On the front page of today’s Times it says ministers are thinking of scrapping the free schools policy in order to give more money to schools. I hope it’s not true. Not only would it constitute a terrible loss of self-confidence on the Government’s part and confirm the narrative that the Conservatives are enacting Labour’s manifesto rather than their own. It would also be a betrayal of the thousands of people who’ve set up free schools and are in the process of setting them up. We have taken on the educational establishment and put our necks on the line at the behest of successive Conservative Education Secretaries. Are they really going to abandon us now?
It would be particularly insane to throw the policy out the window at this point as it is just beginning to bear fruit. Free schools are more likely to be rated Outstanding by Ofsted than council-run schools, more popular with parents and getting better results. To give just one example, the King’s College London Mathematics School, a free school in Kennington, topped a new league table published last week showing A level results in STEM subjects.
Free schools are also the most cost-effective way of delivering much-needed new school places – and according to the Government’s own calculations it will need 174,000 primary places and 284,000 secondary places by 2020. It is a myth that free schools are being opened where they’re not needed. The Department for Education estimates that more than 80 per cent of the free schools opened or approved to open since 2013 are in areas where there’s a demographic need for more places, with three times as many being in England’s most deprived areas as the least deprived.
How else will the Government create new school places? One alternative is to encourage local authorities to expand their existing schools, but the difficulty with this is that they have a track record of doing that in failing schools. In the 2015-16 academic year, more than 7,500 primary school places were created in schools rated Requires Improvement or Inadequate by Ofsted, while 3,678 secondary school places were created in equivalent schools. Over the five-year period before that, 71,000 school places were created in failing primary schools, with an additional 42,000 in failing secondary schools.
Nor is it practical to expect local authorities to expand successful schools. Since 2009, 444,337 additional new places have been created in schools that are Good or Outstanding and there is little or no room for them to take any more. Forcing these schools to expand by such a large amount has created enormous pressure, making it difficult for them to maintain standards. For instance, Acton High School was rated Good in 2013 and since then has been forced by Ealing Council to take in an additional 200 pupils. In its most recent Ofsted inspection earlier this year it was rated Inadequate. In the past year, over 50 schools have seen their Ofsted ratings fall from Good or Outstanding to Inadequate as they have been forced to accommodate more pupils.
If the Government wants to save money when it comes to new schools, it can do that without scrapping the free schools programme. The most cost-effective way of setting up a new free school is to allow it to open on the site of an existing school. This is a common way of setting up charter schools in America. For instance, in New York City so many charter schools have been allowed to open like this that 300,000 of the city’s students attended school in a building hosting more than one school in 2013.
Rather than expand local authority schools that have been rated Requires Improvement or Inadequate in areas with a demographic need for new places, why not allow free schools to be set up on the sites of those schools instead? In America this has sometimes led to tension between the two co-located schools, but it has also led to collaboration, with an exchange of best practice. See here, for example.
There is one final reason why the Conservatives should not abandon the policy. There is now a chance – not a high chance, but a chance nonetheless – that Jeremy Corbyn will be our next Prime Minister. We should be in no doubt that his government will make life as difficult as possible for free schools – Labour said as much in its manifesto. People like me will be in the trenches, doing our best to defend these fantastic schools. Without the Conservatives by our side, what hope do we have? The Corbynistas and their storm-troopers will be able to point to this U-turn and say, “Even your own side has abandoned you.”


§ **Task directions**
In the entries below, find each line with the word "number" and pull it out.

§ **Records**
-------
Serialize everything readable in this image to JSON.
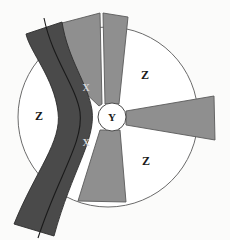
{
  "diagram": {
    "canvas": {
      "width": 230,
      "height": 240,
      "background": "#fbfbfa"
    },
    "colors": {
      "outline": "#6b6b6b",
      "band_dark": "#4a4a4a",
      "blade_medium": "#8f8f8f",
      "region_light": "#ffffff",
      "label_dark": "#1a1a1a",
      "label_light": "#d8d8d8",
      "curve_line": "#1a1a1a"
    },
    "outer_circle": {
      "cx": 108,
      "cy": 117,
      "r": 90,
      "fill": "#ffffff",
      "stroke": "#6b6b6b"
    },
    "hub_circle": {
      "cx": 112,
      "cy": 117,
      "r": 14,
      "fill": "#ffffff",
      "stroke": "#4a4a4a"
    },
    "labels": {
      "hub": {
        "text": "Y",
        "x": 112,
        "y": 118,
        "size": 11,
        "color": "#1a1a1a"
      },
      "band_upper": {
        "text": "X",
        "x": 86,
        "y": 89,
        "size": 10,
        "color": "#d8d8d8"
      },
      "band_lower": {
        "text": "X",
        "x": 86,
        "y": 144,
        "size": 10,
        "color": "#d8d8d8"
      },
      "region_left": {
        "text": "Z",
        "x": 39,
        "y": 117,
        "size": 12,
        "color": "#1a1a1a"
      },
      "region_top_right": {
        "text": "Z",
        "x": 145,
        "y": 76,
        "size": 12,
        "color": "#1a1a1a"
      },
      "region_bottom_right": {
        "text": "Z",
        "x": 146,
        "y": 162,
        "size": 12,
        "color": "#1a1a1a"
      }
    },
    "shapes": {
      "blade_upper_left": {
        "name": "blade-upper-left",
        "fill": "#8f8f8f",
        "points": "36,46 62,23 100,13 102,104 99,106"
      },
      "blade_upper_right": {
        "name": "blade-upper-right",
        "fill": "#8f8f8f",
        "points": "103,13 128,17 118,104 105,104"
      },
      "blade_right": {
        "name": "blade-right",
        "fill": "#8f8f8f",
        "points": "126,111 214,96 215,140 126,125"
      },
      "blade_lower": {
        "name": "blade-lower",
        "fill": "#8f8f8f",
        "points": "100,130 120,130 126,202 78,201"
      },
      "band_s_curve": {
        "name": "band-s-curve",
        "fill": "#4a4a4a",
        "path": "M 62,22 C 68,60 88,84 92,110 C 96,140 72,170 54,236 L 14,224 C 36,170 62,142 58,112 C 54,78 30,52 26,34 Z"
      },
      "band_inner_curve": {
        "name": "band-inner-curve-line",
        "stroke": "#1a1a1a",
        "path": "M 44,18 C 52,58 76,86 80,112 C 84,142 58,176 38,238"
      }
    }
  }
}
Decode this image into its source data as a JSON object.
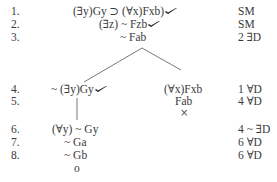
{
  "tree": {
    "lines": [
      {
        "number": "1.",
        "formula": "(∃y)Gy ⊃ (∀x)Fxb)",
        "checked": true,
        "justification": "SM"
      },
      {
        "number": "2.",
        "formula": "(∃z) ~ Fzb",
        "checked": true,
        "justification": "SM"
      },
      {
        "number": "3.",
        "formula": "~ Fab",
        "checked": false,
        "justification": "2 ∃D"
      },
      {
        "number": "4.",
        "left_formula": "~ (∃y)Gy",
        "left_checked": true,
        "right_formula": "(∀x)Fxb",
        "justification": "1 ∀D"
      },
      {
        "number": "5.",
        "left_formula": "",
        "right_formula": "Fab",
        "justification": "4 ∀D"
      },
      {
        "number": "6.",
        "formula": "(∀y) ~ Gy",
        "checked": false,
        "justification": "4 ~ ∃D"
      },
      {
        "number": "7.",
        "formula": "~ Ga",
        "checked": false,
        "justification": "6 ∀D"
      },
      {
        "number": "8.",
        "formula": "~ Gb",
        "checked": false,
        "justification": "6 ∀D"
      }
    ],
    "right_branch_close": "×",
    "left_branch_open": "o"
  },
  "colors": {
    "text": "#3a3a3a",
    "check": "#1a1a1a",
    "branch_line": "#555555"
  }
}
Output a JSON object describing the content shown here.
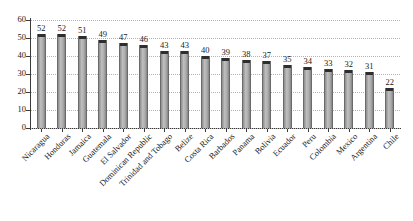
{
  "chart_data": {
    "type": "bar",
    "title": "",
    "subtitle": "",
    "xlabel": "",
    "ylabel": "",
    "ylim": [
      0,
      60
    ],
    "y_ticks": [
      0,
      10,
      20,
      30,
      40,
      50,
      60
    ],
    "grid": "horizontal-dotted",
    "legend": "none",
    "data_labels": true,
    "bar_color": "#aaaaaa",
    "bar_cap_color": "#2e2e2e",
    "bar_outline_color": "#6a6a6a",
    "grid_color": "#b4b4b4",
    "axis_color": "#3a3a3a",
    "text_color": "#1a1a1a",
    "categories": [
      "Nicaragua",
      "Honduras",
      "Jamaica",
      "Guatemala",
      "El Salvador",
      "Dominican Republic",
      "Trinidad and Tobago",
      "Belize",
      "Costa Rica",
      "Barbados",
      "Panama",
      "Bolivia",
      "Ecuador",
      "Peru",
      "Colombia",
      "Mexico",
      "Argentina",
      "Chile"
    ],
    "values": [
      52,
      52,
      51,
      49,
      47,
      46,
      43,
      43,
      40,
      39,
      38,
      37,
      35,
      34,
      33,
      32,
      31,
      22
    ]
  }
}
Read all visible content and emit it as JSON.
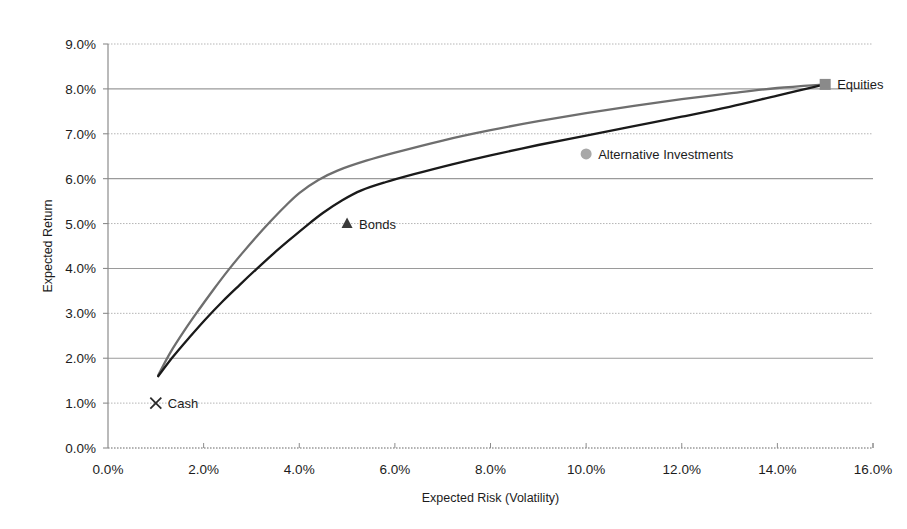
{
  "chart_data": {
    "type": "line",
    "title": "",
    "xlabel": "Expected Risk (Volatility)",
    "ylabel": "Expected Return",
    "xlim": [
      0,
      16
    ],
    "ylim": [
      0,
      9
    ],
    "grid": true,
    "legend_position": "none",
    "x_tick_labels": [
      "0.0%",
      "2.0%",
      "4.0%",
      "6.0%",
      "8.0%",
      "10.0%",
      "12.0%",
      "14.0%",
      "16.0%"
    ],
    "x_tick_values": [
      0,
      2,
      4,
      6,
      8,
      10,
      12,
      14,
      16
    ],
    "y_tick_labels": [
      "0.0%",
      "1.0%",
      "2.0%",
      "3.0%",
      "4.0%",
      "5.0%",
      "6.0%",
      "7.0%",
      "8.0%",
      "9.0%"
    ],
    "y_tick_values": [
      0,
      1,
      2,
      3,
      4,
      5,
      6,
      7,
      8,
      9
    ],
    "series": [
      {
        "name": "upper-frontier",
        "color": "#6e6e6e",
        "points": [
          [
            1.05,
            1.62
          ],
          [
            1.3,
            2.12
          ],
          [
            1.6,
            2.62
          ],
          [
            1.9,
            3.08
          ],
          [
            2.2,
            3.52
          ],
          [
            2.5,
            3.94
          ],
          [
            2.8,
            4.33
          ],
          [
            3.1,
            4.7
          ],
          [
            3.4,
            5.05
          ],
          [
            3.7,
            5.38
          ],
          [
            4.0,
            5.68
          ],
          [
            4.4,
            5.97
          ],
          [
            4.8,
            6.18
          ],
          [
            5.4,
            6.4
          ],
          [
            6.0,
            6.58
          ],
          [
            7.0,
            6.85
          ],
          [
            8.0,
            7.08
          ],
          [
            9.0,
            7.28
          ],
          [
            10.0,
            7.46
          ],
          [
            11.0,
            7.62
          ],
          [
            12.0,
            7.77
          ],
          [
            13.0,
            7.9
          ],
          [
            14.0,
            8.02
          ],
          [
            15.0,
            8.1
          ]
        ]
      },
      {
        "name": "lower-frontier",
        "color": "#1a1a1a",
        "points": [
          [
            1.05,
            1.6
          ],
          [
            1.35,
            2.02
          ],
          [
            1.7,
            2.46
          ],
          [
            2.05,
            2.88
          ],
          [
            2.4,
            3.27
          ],
          [
            2.75,
            3.63
          ],
          [
            3.1,
            3.98
          ],
          [
            3.45,
            4.32
          ],
          [
            3.8,
            4.64
          ],
          [
            4.15,
            4.95
          ],
          [
            4.5,
            5.24
          ],
          [
            4.9,
            5.52
          ],
          [
            5.3,
            5.74
          ],
          [
            5.8,
            5.92
          ],
          [
            6.4,
            6.1
          ],
          [
            7.2,
            6.32
          ],
          [
            8.0,
            6.52
          ],
          [
            9.0,
            6.75
          ],
          [
            10.0,
            6.96
          ],
          [
            11.0,
            7.17
          ],
          [
            12.0,
            7.38
          ],
          [
            13.0,
            7.6
          ],
          [
            14.0,
            7.85
          ],
          [
            15.0,
            8.1
          ]
        ]
      }
    ],
    "annotations": [
      {
        "label": "Cash",
        "x": 1.0,
        "y": 1.0,
        "marker": "x-marker",
        "color": "#2a2a2a"
      },
      {
        "label": "Bonds",
        "x": 5.0,
        "y": 5.0,
        "marker": "triangle-marker",
        "color": "#3a3a3a"
      },
      {
        "label": "Alternative Investments",
        "x": 10.0,
        "y": 6.55,
        "marker": "circle-marker",
        "color": "#a8a8a8"
      },
      {
        "label": "Equities",
        "x": 15.0,
        "y": 8.1,
        "marker": "square-marker",
        "color": "#8a8a8a"
      }
    ]
  },
  "axes": {
    "x_title": "Expected Risk (Volatility)",
    "y_title": "Expected Return"
  },
  "colors": {
    "upper_curve": "#6e6e6e",
    "lower_curve": "#1a1a1a",
    "gridline_solid": "#9a9a9a",
    "gridline_dotted": "#b5b5b5",
    "axis": "#8c8c8c",
    "background": "#ffffff"
  }
}
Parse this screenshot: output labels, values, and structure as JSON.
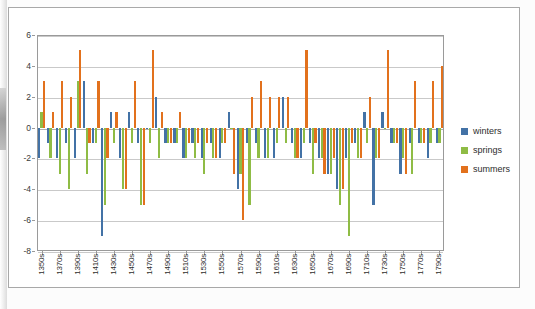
{
  "chart_data": {
    "type": "bar",
    "title": "",
    "xlabel": "",
    "ylabel": "",
    "ylim": [
      -8,
      6
    ],
    "ytick_step": 2,
    "yticks": [
      6,
      4,
      2,
      0,
      -2,
      -4,
      -6,
      -8
    ],
    "grid": true,
    "legend_position": "right",
    "categories": [
      "1350s",
      "1360s",
      "1370s",
      "1380s",
      "1390s",
      "1400s",
      "1410s",
      "1420s",
      "1430s",
      "1440s",
      "1450s",
      "1460s",
      "1470s",
      "1480s",
      "1490s",
      "1500s",
      "1510s",
      "1520s",
      "1530s",
      "1540s",
      "1550s",
      "1560s",
      "1570s",
      "1580s",
      "1590s",
      "1600s",
      "1610s",
      "1620s",
      "1630s",
      "1640s",
      "1650s",
      "1660s",
      "1670s",
      "1680s",
      "1690s",
      "1700s",
      "1710s",
      "1720s",
      "1730s",
      "1740s",
      "1750s",
      "1760s",
      "1770s",
      "1780s",
      "1790s"
    ],
    "xtick_labels": [
      "1350s",
      "1370s",
      "1390s",
      "1410s",
      "1430s",
      "1450s",
      "1470s",
      "1490s",
      "1510s",
      "1530s",
      "1550s",
      "1570s",
      "1590s",
      "1610s",
      "1630s",
      "1650s",
      "1670s",
      "1690s",
      "1710s",
      "1730s",
      "1750s",
      "1770s",
      "1790s"
    ],
    "series": [
      {
        "name": "winters",
        "color": "#4372A6",
        "values": [
          -2,
          -1,
          -2,
          -1,
          -2,
          3,
          -1,
          -7,
          1,
          -2,
          1,
          -1,
          0,
          2,
          -1,
          -1,
          -2,
          -1,
          -2,
          -1,
          -2,
          1,
          -4,
          -1,
          -1,
          -2,
          -2,
          2,
          -1,
          -2,
          -1,
          -2,
          -3,
          -4,
          -2,
          -1,
          1,
          -5,
          1,
          -1,
          -3,
          -1,
          -1,
          -2,
          -1
        ]
      },
      {
        "name": "springs",
        "color": "#8FBC45",
        "values": [
          1,
          -2,
          -3,
          -4,
          3,
          -3,
          -1,
          -5,
          -1,
          -4,
          -1,
          -5,
          -1,
          -2,
          -1,
          -1,
          -2,
          -2,
          -3,
          -2,
          -1,
          0,
          -3,
          -5,
          -2,
          -2,
          -1,
          -1,
          -2,
          -1,
          -3,
          -2,
          -3,
          -5,
          -7,
          -2,
          -1,
          -2,
          0,
          -1,
          -2,
          -3,
          -1,
          -1,
          -1
        ]
      },
      {
        "name": "summers",
        "color": "#E2711D",
        "values": [
          3,
          1,
          3,
          2,
          5,
          -1,
          3,
          -2,
          1,
          -4,
          3,
          -5,
          5,
          1,
          -1,
          1,
          -1,
          -1,
          -1,
          -2,
          -1,
          -3,
          -6,
          2,
          3,
          2,
          2,
          2,
          -2,
          5,
          -1,
          -3,
          -2,
          -4,
          -1,
          -2,
          2,
          -2,
          5,
          -1,
          -3,
          3,
          -1,
          3,
          4
        ]
      }
    ]
  },
  "legend": {
    "items": [
      {
        "label": "winters",
        "color": "#4372A6"
      },
      {
        "label": "springs",
        "color": "#8FBC45"
      },
      {
        "label": "summers",
        "color": "#E2711D"
      }
    ]
  },
  "caption": {
    "text": ""
  }
}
-------
§ **Result of the exercise**
        "number": "1.",
        "number": "2.",
        "number": "3.",
        "number": "4.",
        "number": "5.",
        "number": "6.",
        "number": "7.",
        "number": "8.",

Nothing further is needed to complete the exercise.